A nondeterministic finite automaton (NFA) generalizes the DFA by allowing multiple transitions from a single state on the same symbol, transitions on the empty string (epsilon-transitions), and missing transitions. An NFA accepts if there exists at least one computation path that reaches an accept state. The subset construction algorithm proves that every NFA can be converted to an equivalent DFA, establishing that NFAs recognize exactly the regular languages. The conversion may cause an exponential blowup in the number of states, but the language class remains the same.
Design an NFA for a language that would be awkward as a DFA — such as "strings whose third-from-last symbol is 1" — then apply the subset construction step by step. Seeing the DFA's state space explode makes the power-of-nondeterminism tradeoff concrete.
You've already built deterministic finite automata (DFAs): machines with a fixed transition function — from every state, on every input symbol, there is exactly one next state. The DFA's rigidity makes it easy to reason about but sometimes painful to design. A nondeterministic finite automaton (NFA) loosens this constraint in two ways. First, from a single state on a single input symbol, the machine may have zero, one, or multiple transitions — there's no requirement that the next state be unique. Second, the machine may take epsilon-transitions (ε-transitions): free moves that consume no input symbol at all.
The definition of acceptance changes to match this loosened structure. An NFA accepts an input string if *at least one* of the computation paths — one of the possible sequences of transitions the machine might take — ends in an accepting state. You can think of the machine as a parallel explorer: it clones itself at every branch point and pursues all paths simultaneously. If any clone reaches an accept state when the input is exhausted, the whole machine accepts. This is not how real hardware works, but it is a precise mathematical model that turns out to be computationally equivalent to DFAs despite appearing more powerful.
The key theorem — proved by the subset construction — is that every NFA can be converted into an equivalent DFA. The construction replaces each NFA state with a *set* of NFA states the machine could simultaneously be in after reading the input so far. If the NFA has n states, the DFA has at most 2^n states (one for each subset of the NFA's state set), though many of those subsets are often unreachable. The resulting DFA state is an accepting state if and only if it contains at least one NFA accept state. After including ε-closures (the set of states reachable by ε-transitions alone), the construction produces a DFA that mirrors the NFA's behavior exactly.
The practical implication is that NFAs and DFAs recognize the same class of languages — the regular languages — making NFAs a design tool rather than a new computational tier. NFAs are often dramatically easier to design: recognizing "strings whose third-from-last character is 1" takes a 4-state NFA but requires 8 DFA states via subset construction. The exponential state blowup in the worst case is real — and can be exhibited — but it never changes what's recognizable. This is in sharp contrast to nondeterminism in Turing machines and complexity classes like NP, where nondeterminism may confer genuine additional power. Finite automata are the clean counterexample where nondeterminism is purely a syntactic convenience.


* [TASK DESCRIPTION]
The answer must be every line below that contains the string "nmaster".

Records from a collection:

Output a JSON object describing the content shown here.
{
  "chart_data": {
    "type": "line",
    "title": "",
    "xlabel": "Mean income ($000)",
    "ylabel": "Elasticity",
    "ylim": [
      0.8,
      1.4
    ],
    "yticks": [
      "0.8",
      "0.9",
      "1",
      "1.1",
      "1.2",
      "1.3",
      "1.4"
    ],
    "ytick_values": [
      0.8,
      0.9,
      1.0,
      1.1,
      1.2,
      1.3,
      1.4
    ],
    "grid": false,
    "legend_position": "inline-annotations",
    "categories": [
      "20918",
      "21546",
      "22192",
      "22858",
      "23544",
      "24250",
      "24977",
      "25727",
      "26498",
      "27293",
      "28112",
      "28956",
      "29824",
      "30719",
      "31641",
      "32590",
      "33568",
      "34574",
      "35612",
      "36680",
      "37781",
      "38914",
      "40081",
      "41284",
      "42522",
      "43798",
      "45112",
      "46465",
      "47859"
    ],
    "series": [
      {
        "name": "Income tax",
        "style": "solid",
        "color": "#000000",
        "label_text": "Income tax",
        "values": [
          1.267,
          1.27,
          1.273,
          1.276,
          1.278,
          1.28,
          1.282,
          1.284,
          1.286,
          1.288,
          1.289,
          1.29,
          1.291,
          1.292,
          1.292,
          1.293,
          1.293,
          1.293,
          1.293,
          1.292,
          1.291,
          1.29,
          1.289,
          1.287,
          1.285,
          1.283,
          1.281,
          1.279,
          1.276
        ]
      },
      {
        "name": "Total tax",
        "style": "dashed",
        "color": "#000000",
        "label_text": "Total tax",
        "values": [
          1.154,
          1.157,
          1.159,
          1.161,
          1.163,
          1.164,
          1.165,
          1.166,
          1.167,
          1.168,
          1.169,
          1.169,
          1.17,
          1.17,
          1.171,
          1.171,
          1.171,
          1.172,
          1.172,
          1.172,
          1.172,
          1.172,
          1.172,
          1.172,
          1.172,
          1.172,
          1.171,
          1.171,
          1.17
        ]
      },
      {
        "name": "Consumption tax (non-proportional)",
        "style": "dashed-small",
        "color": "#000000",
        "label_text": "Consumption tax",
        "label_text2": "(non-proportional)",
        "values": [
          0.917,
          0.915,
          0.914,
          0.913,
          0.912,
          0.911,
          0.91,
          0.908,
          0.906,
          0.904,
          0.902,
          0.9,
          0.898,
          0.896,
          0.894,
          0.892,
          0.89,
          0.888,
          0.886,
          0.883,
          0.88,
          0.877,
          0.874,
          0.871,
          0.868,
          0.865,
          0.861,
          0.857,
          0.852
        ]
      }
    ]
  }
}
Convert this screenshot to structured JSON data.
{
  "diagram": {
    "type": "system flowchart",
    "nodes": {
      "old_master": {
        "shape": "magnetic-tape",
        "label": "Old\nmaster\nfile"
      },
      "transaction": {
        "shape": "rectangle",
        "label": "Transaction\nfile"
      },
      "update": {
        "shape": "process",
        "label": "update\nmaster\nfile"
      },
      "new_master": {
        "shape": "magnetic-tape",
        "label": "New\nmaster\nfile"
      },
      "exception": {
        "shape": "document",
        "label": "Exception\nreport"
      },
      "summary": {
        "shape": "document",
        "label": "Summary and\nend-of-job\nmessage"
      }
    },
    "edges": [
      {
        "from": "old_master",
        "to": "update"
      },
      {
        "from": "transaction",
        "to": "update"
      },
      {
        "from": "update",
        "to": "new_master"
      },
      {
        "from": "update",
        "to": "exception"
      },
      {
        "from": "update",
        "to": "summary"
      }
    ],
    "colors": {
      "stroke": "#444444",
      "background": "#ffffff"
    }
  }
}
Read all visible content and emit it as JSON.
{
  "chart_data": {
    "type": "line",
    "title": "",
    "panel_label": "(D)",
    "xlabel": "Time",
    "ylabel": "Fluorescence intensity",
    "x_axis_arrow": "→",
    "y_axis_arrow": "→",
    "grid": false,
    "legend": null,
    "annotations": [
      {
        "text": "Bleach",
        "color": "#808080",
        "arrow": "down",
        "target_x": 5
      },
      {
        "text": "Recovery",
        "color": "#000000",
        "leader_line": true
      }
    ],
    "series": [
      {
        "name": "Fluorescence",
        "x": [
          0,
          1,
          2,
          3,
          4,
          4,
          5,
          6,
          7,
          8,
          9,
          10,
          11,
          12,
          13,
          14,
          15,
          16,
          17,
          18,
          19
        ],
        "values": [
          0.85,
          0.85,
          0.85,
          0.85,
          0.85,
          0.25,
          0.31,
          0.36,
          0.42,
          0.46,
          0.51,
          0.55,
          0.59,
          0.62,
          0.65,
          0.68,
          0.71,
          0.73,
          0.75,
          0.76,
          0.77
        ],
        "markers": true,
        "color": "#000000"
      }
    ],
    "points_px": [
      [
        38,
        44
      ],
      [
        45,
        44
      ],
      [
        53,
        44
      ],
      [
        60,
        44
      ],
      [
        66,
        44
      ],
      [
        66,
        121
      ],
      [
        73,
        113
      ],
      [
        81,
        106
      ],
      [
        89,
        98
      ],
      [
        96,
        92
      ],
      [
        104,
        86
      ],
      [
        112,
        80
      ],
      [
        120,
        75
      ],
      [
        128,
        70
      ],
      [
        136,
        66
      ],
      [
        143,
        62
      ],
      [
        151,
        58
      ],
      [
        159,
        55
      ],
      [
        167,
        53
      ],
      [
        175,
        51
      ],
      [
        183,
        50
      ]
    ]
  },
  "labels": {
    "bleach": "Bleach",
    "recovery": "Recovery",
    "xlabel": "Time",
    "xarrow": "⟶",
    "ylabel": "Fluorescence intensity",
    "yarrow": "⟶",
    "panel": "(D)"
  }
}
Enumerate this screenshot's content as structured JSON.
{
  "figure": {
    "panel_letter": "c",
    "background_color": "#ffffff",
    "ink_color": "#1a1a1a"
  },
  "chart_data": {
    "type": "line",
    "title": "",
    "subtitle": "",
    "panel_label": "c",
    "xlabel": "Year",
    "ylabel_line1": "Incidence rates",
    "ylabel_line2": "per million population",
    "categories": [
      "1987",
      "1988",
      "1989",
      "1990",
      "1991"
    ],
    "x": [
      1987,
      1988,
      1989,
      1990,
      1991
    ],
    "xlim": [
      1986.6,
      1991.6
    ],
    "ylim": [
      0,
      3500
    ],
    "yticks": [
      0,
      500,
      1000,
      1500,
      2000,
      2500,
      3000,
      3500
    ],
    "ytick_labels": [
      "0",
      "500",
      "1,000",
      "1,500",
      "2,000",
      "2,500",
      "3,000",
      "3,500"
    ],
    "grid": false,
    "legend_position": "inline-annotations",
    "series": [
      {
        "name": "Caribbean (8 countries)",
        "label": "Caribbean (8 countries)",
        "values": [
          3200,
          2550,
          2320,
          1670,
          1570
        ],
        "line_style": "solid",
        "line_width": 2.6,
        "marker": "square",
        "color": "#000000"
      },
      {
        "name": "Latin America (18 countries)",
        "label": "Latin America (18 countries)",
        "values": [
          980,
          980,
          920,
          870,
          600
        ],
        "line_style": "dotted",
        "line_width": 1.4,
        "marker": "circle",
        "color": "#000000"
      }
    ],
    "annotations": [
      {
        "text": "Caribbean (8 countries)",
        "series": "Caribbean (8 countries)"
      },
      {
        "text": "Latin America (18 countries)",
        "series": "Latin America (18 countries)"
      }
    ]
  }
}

* [REPLY TO THE TASK]
        "label": "Old\nmaster\nfile"
        "label": "update\nmaster\nfile"
        "label": "New\nmaster\nfile"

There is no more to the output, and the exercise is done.